Nohur’s population is small and its ethnic identity distinct — the Nohurli people are considered a sub-group with their own dialect and customs, different from the broader Tekke Turkmen majority. The men traditionally wore tall sheepskin hats even in warmer months; the women’s embroidery uses patterns specific to the village. These distinctions are harder to see now than they were a generation ago, but not entirely gone.

What is immediately visible is the architecture. Houses here are built from stone and local brick in a way you don’t see in the lowlands — thick walls, small windows, structures that have been repaired and extended and adapted over long periods rather than replaced wholesale.
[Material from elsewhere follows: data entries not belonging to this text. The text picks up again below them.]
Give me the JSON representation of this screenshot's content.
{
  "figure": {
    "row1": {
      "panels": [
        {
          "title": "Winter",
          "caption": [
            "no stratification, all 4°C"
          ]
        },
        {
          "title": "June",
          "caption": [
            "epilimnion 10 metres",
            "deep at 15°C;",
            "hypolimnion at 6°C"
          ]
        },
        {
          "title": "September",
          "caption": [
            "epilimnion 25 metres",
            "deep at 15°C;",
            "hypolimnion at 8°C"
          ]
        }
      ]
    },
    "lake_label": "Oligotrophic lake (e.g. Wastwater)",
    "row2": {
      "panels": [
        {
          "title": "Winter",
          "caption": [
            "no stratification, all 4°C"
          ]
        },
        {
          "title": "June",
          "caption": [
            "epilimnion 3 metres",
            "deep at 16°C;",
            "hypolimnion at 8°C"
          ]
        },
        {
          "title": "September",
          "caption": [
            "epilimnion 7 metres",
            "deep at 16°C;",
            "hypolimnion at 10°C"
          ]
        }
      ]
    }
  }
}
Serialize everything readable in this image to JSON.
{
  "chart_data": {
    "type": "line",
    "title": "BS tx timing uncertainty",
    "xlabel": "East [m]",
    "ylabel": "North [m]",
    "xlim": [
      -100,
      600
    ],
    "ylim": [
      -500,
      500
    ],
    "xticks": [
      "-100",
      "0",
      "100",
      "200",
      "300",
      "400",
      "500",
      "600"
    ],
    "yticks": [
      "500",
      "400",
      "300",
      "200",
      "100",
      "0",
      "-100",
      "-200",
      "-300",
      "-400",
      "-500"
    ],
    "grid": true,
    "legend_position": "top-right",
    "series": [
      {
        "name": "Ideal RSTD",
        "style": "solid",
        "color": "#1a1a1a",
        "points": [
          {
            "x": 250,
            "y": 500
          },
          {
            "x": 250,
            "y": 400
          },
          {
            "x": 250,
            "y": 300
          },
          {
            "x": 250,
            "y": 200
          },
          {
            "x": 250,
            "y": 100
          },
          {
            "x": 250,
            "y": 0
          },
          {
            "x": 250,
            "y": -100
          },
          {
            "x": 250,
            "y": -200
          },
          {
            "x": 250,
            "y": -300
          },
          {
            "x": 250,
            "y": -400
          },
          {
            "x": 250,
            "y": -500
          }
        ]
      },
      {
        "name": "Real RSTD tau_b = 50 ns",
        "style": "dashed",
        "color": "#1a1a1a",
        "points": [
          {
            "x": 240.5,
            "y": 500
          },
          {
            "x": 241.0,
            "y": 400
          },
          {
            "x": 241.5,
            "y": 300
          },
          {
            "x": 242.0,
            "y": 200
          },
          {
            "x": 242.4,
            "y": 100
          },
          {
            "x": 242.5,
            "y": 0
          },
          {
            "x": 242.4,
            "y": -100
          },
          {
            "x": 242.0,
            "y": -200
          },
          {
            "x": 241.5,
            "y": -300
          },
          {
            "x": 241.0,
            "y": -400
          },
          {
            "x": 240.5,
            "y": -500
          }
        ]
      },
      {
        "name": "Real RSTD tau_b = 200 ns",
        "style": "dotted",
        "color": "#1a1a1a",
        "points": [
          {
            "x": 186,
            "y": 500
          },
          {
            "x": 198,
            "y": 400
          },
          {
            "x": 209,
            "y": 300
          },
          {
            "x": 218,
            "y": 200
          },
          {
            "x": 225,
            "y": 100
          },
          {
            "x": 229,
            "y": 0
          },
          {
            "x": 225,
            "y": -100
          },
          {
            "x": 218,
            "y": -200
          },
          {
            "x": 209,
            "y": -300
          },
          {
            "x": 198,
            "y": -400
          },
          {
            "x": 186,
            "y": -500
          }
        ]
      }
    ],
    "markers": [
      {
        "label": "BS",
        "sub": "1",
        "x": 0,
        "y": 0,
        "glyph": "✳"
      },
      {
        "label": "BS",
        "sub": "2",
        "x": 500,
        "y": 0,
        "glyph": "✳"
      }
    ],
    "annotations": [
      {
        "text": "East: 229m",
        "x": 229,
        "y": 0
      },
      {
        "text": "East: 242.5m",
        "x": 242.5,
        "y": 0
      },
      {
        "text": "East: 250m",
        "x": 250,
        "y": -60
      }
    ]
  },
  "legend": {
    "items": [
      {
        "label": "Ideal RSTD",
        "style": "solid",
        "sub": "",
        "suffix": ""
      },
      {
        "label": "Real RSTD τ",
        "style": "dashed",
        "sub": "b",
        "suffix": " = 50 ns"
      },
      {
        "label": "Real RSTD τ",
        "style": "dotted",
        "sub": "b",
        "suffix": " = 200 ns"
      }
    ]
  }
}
The village cemetery is famous for its carved ram-horn grave markers, a pre-Islamic tradition that persisted long after conversion and persists still.

The Goats

I had read about the blue-eyed goats before arriving and expected something mild — a slightly unusual eye color, perhaps, in a handful of animals. The reality is stranger and more striking. Many of the goats kept in and around Nohur have irises that are genuinely, unmistakably blue — pale ice-blue or a deeper teal, set in a face that otherwise looks like any goat’s face. The effect is disconcerting in the best possible way.

Local belief holds that these goats have a sacred quality, that they’re connected to the spiritual life of the village. I didn’t push for more detail — the family we spent the afternoon with communicated through a mix of gestures and our driver’s limited translation, and some things lose more than they gain in that process. What I can say is that the goats move freely through the lanes and no one appears to question their authority to do so.

Tea and What Follows

We were invited for tea by a household near the village center — a ritual that proceeded with the unhurried formality I’ve come to associate with Central Asian hospitality, where time is understood differently and the refusal to rush is itself a form of generosity. Flat bread, small hard candies, green tea in small cups. The room had a carved wooden ceiling painted in the geometric patterns I’d seen on the gravestones outside, and I spent most of the visit looking up at it between sips.

Getting to Nohur independently is complicated — permits are required and the logistics favor hiring a guide from Ashgabat. Most visitors come as a day trip from the capital, which works though it leaves little room for the slow pace the place rewards.

When to go: May and June for the greenest landscape and mild temperatures. September is also excellent. Summer is bearable at altitude in a way the lowlands aren’t. Avoid January and February — the road can be iced and the village closes in on itself.